Finally, it’s over. American film and television writers threw down their artfully-worded protest placards and went back to work yesterday as Guild members voted to approve a deal with the studios that officially brought the 100-day writers’ strike to an end.

The precise details of the new contract are breathtakingly dull, and it’s still yet to be officially ratified by Guild members, but the key provision is that in its third year, it will allow for writers to be paid a percentage of revenue derived from the internet and various other forms of new media.

This is a victory for the striking writers. The crux of their argument was always that they should be entitled to a share of the rapidly-expanding internet revenue pie. Giving them a percentage of that revenue through residual payments seems a fair way of balancing the writers’ demands with the studios’ argument that they have no way of knowing how much revenue online broadcasting will generate.

However, now that the strike’s out of the way, what sort of Hollywood are the writers coming back to? The first problem, for television writers especially, is trying to remember what plots they were working on when they walked out. But in the longer term, there has been a fair bit of talk that the studios, having taken a whopping financial hit, would regroup with a far more conservative, even hostile, approach to the development of new content.

That means more foreign imports and probably more reality. It also, and this is where it will sting, means decreased investment in expensive development. Studios, up until recently, produced somewhere around fifteen pilots a year. That meant work for the writers who write them, but more importantly, a lot of money sunk into their development – in some cases around $8 million over a couple of years to a writer and their team. There’s talk that the number of pilots might decrease dramatically to around five or six per studio, cutting the amount of work by about two-thirds, and that the rich development deals will dry up. Some of them already have.

The consequence of this is that writers and producers will be forced to bear their own costs, to work for nothing when developing new shows or screenplays. After the previous strike in 1988 the Hollywood film industry relied strongly on spec scripts – scripts written by screenwriters on their own time in the hope that a studio would pick them up. The writers whose scripts were bought did very well out of it, but no-one else did. But to the studios, it was a way to acquire good scripts without all the expensive overheads involved in their development.

The flipside of this, however, is that writers and producers with profile and/or talent may be able to bypass the studios and write and produce their own content to be broadcast directly to the viewer via the internet. Web drama Quarterlife is the most prominent example of a straight-to-audience production; its creators made the product first, then brought in NBC to produce, giving them far more power than they would have had under a traditional broadcast model.

So this story is not over yet. The effects of this strike may be felt in Hollywood for a long, long time. But one thing we can all be grateful for, blessing of blessings, is that the Oscars will go ahead. Because if there’s anything Hollywood needs, it’s more glittering self-congratulation.

Peter Mattessi is a Melbourne-based TV writer.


The line containing "Lead me to human face." and all lines following it in the listing below are to be reproduced exactly, with no other lines.

Segment Open

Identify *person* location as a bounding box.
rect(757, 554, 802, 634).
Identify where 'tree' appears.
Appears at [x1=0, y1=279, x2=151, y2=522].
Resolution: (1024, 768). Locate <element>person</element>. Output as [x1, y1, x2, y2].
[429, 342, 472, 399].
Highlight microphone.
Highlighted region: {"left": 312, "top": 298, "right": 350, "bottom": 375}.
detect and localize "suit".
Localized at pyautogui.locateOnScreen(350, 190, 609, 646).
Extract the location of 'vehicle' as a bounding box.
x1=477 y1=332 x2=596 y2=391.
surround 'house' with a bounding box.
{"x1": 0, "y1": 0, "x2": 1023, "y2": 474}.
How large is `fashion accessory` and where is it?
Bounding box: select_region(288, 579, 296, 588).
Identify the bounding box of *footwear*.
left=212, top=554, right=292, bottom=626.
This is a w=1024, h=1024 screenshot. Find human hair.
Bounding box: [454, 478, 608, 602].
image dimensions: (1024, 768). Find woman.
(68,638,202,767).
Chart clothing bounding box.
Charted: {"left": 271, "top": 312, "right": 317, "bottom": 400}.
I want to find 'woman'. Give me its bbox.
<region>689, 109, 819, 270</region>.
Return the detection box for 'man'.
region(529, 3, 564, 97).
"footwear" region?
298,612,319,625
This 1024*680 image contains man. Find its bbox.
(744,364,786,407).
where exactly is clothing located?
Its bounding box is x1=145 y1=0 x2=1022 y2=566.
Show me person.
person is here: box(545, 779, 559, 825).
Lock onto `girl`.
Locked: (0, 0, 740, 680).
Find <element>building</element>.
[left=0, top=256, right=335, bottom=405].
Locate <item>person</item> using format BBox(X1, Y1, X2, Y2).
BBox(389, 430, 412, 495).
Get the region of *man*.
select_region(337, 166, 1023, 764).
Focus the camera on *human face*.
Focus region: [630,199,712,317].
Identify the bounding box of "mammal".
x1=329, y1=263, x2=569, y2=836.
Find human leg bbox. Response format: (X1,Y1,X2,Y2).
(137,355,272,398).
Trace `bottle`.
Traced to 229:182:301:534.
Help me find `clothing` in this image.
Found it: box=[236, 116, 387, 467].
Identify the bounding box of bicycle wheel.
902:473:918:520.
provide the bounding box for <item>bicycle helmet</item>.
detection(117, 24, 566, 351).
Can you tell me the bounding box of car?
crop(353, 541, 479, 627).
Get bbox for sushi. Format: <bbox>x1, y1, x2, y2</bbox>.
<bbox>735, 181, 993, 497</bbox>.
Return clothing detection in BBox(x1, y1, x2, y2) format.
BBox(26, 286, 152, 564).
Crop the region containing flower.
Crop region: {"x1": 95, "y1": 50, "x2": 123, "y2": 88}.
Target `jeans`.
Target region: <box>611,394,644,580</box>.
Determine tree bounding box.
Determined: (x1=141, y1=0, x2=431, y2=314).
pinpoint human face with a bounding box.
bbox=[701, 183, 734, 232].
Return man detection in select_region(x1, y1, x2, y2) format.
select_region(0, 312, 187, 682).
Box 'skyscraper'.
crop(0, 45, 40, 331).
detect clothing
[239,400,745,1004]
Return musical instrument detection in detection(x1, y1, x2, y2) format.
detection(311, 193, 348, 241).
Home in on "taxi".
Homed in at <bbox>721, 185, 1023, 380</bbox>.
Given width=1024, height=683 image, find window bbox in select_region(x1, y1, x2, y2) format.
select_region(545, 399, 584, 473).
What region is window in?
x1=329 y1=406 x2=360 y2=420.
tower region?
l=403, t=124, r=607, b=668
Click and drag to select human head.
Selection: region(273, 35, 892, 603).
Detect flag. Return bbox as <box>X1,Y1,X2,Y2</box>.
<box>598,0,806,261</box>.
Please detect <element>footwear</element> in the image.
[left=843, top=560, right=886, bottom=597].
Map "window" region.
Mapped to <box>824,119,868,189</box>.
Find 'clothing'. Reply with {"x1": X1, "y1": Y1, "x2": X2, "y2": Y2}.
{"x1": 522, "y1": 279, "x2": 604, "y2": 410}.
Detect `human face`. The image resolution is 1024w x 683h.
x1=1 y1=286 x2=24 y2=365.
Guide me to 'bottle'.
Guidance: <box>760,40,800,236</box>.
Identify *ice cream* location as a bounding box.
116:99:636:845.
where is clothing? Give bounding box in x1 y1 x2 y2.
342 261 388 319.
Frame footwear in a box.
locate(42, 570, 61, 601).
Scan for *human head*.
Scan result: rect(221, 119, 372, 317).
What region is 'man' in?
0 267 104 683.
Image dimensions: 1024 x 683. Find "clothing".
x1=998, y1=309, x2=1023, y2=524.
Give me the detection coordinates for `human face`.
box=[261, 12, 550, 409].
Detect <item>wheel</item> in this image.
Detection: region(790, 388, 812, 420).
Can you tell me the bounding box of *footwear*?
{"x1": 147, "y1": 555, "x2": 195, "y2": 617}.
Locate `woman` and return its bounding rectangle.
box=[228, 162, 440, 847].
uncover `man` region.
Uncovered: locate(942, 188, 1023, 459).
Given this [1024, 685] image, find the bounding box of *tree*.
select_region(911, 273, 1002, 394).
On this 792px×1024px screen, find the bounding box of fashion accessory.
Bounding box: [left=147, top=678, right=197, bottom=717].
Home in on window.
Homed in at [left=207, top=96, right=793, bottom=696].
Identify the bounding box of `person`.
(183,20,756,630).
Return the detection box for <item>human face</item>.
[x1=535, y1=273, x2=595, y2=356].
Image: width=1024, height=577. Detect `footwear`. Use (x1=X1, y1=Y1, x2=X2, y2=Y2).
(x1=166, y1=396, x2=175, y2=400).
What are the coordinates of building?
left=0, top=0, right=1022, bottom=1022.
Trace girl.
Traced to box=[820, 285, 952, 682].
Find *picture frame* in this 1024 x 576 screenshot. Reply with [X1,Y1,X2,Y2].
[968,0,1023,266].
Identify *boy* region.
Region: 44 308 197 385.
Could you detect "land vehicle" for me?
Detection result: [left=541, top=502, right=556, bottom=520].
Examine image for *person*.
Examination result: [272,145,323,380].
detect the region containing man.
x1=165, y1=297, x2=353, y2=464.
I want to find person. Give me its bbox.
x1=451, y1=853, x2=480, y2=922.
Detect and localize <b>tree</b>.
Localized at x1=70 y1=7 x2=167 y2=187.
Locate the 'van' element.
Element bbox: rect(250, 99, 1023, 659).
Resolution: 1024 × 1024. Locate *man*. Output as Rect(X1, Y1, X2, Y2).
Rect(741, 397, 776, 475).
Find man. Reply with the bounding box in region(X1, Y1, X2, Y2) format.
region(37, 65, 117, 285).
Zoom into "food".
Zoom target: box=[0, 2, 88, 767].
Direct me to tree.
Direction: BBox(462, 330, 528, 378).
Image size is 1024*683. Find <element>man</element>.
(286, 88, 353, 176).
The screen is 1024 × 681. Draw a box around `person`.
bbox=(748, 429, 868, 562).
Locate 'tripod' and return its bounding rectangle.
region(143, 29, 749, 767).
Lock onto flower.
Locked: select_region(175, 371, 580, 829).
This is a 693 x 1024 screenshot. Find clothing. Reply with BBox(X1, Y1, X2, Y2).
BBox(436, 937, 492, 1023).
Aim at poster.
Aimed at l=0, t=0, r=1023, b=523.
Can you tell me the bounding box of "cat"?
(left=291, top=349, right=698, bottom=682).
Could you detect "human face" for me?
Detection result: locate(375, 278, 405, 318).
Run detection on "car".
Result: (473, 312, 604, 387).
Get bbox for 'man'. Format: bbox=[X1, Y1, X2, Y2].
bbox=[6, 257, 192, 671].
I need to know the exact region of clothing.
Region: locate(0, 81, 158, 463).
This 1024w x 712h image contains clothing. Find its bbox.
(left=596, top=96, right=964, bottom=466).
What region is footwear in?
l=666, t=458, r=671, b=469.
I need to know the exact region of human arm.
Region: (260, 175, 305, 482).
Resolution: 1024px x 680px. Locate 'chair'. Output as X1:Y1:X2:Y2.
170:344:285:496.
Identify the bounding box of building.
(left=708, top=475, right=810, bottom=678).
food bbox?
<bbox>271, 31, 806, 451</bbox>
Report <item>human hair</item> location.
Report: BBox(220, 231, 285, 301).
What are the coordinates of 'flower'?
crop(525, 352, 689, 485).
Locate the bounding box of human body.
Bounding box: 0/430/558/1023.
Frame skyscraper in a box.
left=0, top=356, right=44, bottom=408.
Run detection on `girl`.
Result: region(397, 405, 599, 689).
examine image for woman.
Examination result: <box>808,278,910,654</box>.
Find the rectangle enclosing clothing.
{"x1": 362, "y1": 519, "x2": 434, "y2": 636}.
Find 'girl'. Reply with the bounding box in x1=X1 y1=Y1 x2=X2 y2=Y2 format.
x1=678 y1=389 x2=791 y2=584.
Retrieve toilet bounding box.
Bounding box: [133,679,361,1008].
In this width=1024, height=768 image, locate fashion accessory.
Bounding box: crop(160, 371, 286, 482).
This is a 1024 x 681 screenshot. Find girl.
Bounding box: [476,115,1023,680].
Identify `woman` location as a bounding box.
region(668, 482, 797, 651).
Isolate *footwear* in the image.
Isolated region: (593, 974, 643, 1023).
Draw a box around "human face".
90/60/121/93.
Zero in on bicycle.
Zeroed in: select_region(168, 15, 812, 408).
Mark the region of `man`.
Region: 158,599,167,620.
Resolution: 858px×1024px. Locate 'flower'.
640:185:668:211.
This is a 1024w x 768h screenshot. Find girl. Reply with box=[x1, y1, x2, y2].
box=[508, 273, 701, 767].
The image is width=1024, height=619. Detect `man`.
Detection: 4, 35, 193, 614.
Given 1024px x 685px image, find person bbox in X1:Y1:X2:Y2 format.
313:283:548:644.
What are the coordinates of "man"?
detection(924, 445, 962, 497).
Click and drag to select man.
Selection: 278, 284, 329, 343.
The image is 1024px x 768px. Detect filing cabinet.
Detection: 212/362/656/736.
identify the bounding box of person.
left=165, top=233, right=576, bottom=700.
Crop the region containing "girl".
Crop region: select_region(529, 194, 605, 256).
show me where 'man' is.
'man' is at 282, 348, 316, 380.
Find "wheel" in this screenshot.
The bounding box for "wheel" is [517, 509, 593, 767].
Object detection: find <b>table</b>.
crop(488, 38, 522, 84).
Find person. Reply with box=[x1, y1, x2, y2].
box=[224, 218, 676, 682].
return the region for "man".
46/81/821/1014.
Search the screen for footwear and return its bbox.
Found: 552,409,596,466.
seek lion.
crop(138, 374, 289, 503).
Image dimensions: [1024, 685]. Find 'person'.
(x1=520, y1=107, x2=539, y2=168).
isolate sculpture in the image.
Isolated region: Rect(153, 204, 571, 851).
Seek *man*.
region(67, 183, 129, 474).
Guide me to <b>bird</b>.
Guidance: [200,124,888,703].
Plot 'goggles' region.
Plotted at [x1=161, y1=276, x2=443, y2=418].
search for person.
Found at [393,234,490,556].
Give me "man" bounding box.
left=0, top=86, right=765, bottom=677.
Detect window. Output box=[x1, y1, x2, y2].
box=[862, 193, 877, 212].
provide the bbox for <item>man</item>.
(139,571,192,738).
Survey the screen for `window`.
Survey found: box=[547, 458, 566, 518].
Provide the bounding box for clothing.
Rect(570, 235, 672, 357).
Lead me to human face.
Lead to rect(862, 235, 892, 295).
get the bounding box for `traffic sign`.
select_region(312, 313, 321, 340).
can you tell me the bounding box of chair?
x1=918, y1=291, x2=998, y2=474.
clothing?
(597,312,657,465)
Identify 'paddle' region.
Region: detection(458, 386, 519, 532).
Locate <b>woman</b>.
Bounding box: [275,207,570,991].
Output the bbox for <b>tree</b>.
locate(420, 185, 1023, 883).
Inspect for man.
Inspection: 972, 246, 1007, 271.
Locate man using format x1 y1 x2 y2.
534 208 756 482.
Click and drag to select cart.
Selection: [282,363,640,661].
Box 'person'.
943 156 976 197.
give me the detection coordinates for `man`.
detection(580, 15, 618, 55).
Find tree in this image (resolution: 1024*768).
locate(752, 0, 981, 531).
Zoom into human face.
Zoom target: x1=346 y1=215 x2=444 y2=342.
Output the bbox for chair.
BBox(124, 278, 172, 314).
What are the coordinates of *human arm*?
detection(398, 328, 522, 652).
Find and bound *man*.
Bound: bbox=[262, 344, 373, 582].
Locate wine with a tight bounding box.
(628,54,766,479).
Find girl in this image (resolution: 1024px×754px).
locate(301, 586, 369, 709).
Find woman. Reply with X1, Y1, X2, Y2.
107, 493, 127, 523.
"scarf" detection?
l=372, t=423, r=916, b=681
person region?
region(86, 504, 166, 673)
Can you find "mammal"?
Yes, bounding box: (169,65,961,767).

Segment Closed

Answer area:
Lead me to human face.
Lead to rect(862, 235, 892, 295).
get the bounding box for `traffic sign`.
select_region(312, 313, 321, 340).
can you tell me the bounding box of chair?
x1=918, y1=291, x2=998, y2=474.
clothing?
(597,312,657,465)
Identify 'paddle' region.
Region: detection(458, 386, 519, 532).
Locate <b>woman</b>.
Bounding box: [275,207,570,991].
Output the bbox for <b>tree</b>.
locate(420, 185, 1023, 883).
Inspect for man.
Inspection: 972, 246, 1007, 271.
Locate man using format x1 y1 x2 y2.
534 208 756 482.
Click and drag to select cart.
Selection: [282,363,640,661].
Box 'person'.
943 156 976 197.
give me the detection coordinates for `man`.
detection(580, 15, 618, 55).
Find tree in this image (resolution: 1024*768).
locate(752, 0, 981, 531).
Zoom into human face.
Zoom target: x1=346 y1=215 x2=444 y2=342.
Output the bbox for chair.
BBox(124, 278, 172, 314).
What are the coordinates of *human arm*?
detection(398, 328, 522, 652).
Find and bound *man*.
Bound: bbox=[262, 344, 373, 582].
Locate wine with a tight bounding box.
(628,54,766,479).
Find girl in this image (resolution: 1024px×754px).
locate(301, 586, 369, 709).
Find woman. Reply with X1, Y1, X2, Y2.
107, 493, 127, 523.
"scarf" detection?
l=372, t=423, r=916, b=681
person region?
region(86, 504, 166, 673)
Can you find "mammal"?
Yes, bounding box: (169,65,961,767).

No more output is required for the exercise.